Common QA/QC Practices

  • Crosslines and junction analysis: quantify consistency between intersecting survey lines.
  • SBET/trajectory QC: check GNSS fix quality, PDOP, residuals, outages.
  • Statistical cleaning rules: documented thresholds and review of rejected soundings.
  • Uncertainty surfaces: producing TPU (Total Propagated Uncertainty) layers where feasible.
  • Traceability: complete metadata on frames, epochs, datums, models, software versions, and parameters.

A key practical point connected to the image: you can only claim “depth relative to LAT” (or “elevation relative to MSL/geoid”) if you can demonstrate the chain from the measured topographic/bathymetric surface through the ellipsoid/geoid models and tide/separation models with known uncertainty.

Real-World Applications (Why These Surfaces Matter)

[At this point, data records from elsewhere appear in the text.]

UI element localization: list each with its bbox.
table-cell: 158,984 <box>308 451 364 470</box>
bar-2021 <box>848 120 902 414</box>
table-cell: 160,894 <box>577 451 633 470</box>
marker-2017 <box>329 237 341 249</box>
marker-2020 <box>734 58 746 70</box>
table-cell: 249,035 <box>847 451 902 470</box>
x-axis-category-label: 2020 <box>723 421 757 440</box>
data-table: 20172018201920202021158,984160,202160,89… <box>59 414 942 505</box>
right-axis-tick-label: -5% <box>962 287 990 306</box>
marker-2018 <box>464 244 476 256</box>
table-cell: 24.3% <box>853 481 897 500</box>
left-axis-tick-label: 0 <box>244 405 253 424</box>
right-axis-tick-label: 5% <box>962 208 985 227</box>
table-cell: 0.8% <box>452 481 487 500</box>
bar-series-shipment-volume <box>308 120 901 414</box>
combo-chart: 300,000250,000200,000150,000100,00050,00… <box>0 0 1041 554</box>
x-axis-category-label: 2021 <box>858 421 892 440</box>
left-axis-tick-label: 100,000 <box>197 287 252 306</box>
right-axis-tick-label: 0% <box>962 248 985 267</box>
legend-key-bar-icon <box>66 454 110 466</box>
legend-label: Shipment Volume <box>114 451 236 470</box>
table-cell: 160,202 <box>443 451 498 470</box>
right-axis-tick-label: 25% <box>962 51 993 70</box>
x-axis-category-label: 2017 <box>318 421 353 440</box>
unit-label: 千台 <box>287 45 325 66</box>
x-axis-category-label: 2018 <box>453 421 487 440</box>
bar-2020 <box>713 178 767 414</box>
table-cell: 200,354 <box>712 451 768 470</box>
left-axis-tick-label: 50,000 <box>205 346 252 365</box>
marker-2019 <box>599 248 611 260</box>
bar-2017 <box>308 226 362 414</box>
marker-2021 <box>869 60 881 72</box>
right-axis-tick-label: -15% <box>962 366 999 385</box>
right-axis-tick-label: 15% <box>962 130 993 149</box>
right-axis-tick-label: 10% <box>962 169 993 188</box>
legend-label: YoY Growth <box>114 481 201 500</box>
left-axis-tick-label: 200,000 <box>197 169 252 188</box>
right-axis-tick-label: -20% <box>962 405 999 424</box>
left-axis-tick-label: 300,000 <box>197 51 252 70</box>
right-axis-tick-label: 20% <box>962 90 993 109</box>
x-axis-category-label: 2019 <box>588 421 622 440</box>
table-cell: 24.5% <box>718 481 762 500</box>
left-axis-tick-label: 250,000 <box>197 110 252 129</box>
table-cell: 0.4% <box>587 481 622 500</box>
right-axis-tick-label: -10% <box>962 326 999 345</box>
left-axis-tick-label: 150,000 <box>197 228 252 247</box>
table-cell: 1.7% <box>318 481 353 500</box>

  • Nautical charting and ENCs: safe depths require correct reduction to chart datum (often LAT) and consistent horizontal framing.
  • Dredging and port engineering: volume estimates and compliance surveys require stable vertical control, often bridging chart datum and engineering datums.
  • Coastal resilience and flooding: integrating topo (land) with bathymetry needs coherent transitions between MSL/geoid-based heights and tidal datums.
  • Offshore energy and subsea construction: precise seafloor positioning and vertical reference control for pipelines, cables, foundations.
  • Habitat mapping and marine spatial planning: bathymetry grids and derivatives (slope, rugosity) depend on consistent processing and QC.

Practical Takeaway

The image’s message can be summarized operationally:

  • Ellipsoid: where GNSS “lives” (geometric reference).
  • Geoid: gravity-based bridge toward “MSL-like” height systems.
  • Topographic/bathymetric surface: what sensors measure and what users need—provided it is reduced to the correct datum (LAT/MSL) and tied to the correct geodetic frame, with robust time synchronization, calibration, processing, and QA/QC.

Details & Context


Credit: Article assembled by Olalekan Odunaike from a LinkedIn post by Omar Ahmed.